Industry Use Cases for Account Takeover

Banking & Fintech: Unauthorized Transfers 

Bank ATO attacks target accounts to initiate unauthorized wire transfers or change registered payee details. Fraudsters increasingly bypass two-factor authentication via social engineering to obtain one-time passcodes, making behavioral and device signals an essential secondary detection layer beyond authentication alone.

iGaming: Account Hijacking for Funds and Bonuses 

Fraudsters target iGaming accounts to drain stored balances, withdraw loyalty points, and exploit promotional credits. Accounts with established histories are also sold on dark web markets. Platforms detect ATO through behavioral monitoring that flags sudden changes in login location, device profile, or activity patterns.

Corporate Environments: Business Email Compromise 

A compromised employee email account gives attackers access to internal communications, enabling them to impersonate executives for fraudulent payment requests, move laterally to other internal systems, or launch targeted phishing campaigns against colleagues or customers.

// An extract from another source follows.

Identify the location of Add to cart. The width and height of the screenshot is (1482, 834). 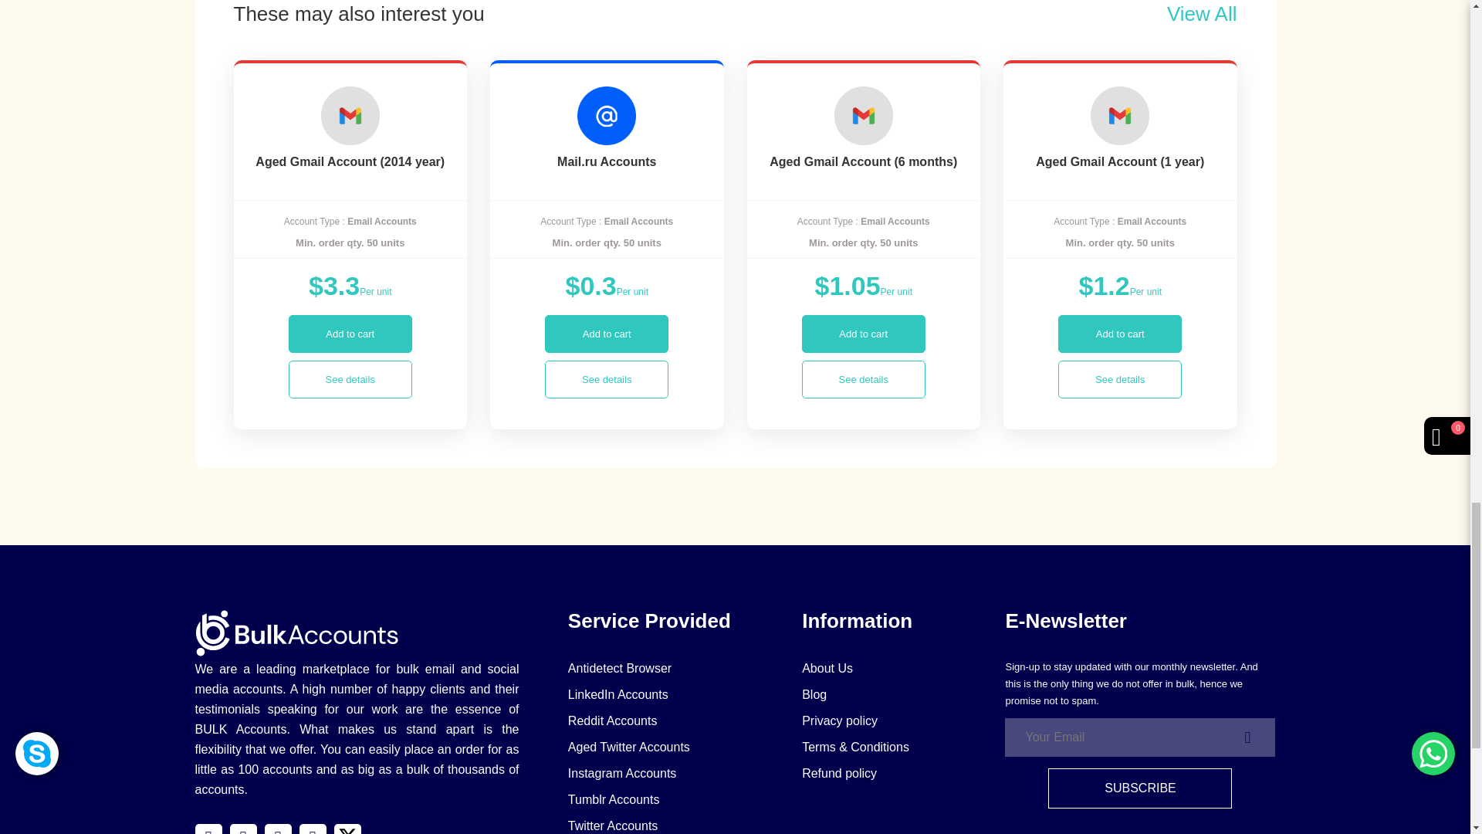
(1119, 333).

How SEON Helps with Account Takeovers

SEON’s Device Intelligence and login monitoring detect ATO attempts by flagging logins from unfamiliar devices, suspicious IP addresses, and behavioral patterns inconsistent with the account holder’s established history. Velocity rules identify credential stuffing attacks by detecting abnormally high failed authentication rates across accounts in a short window.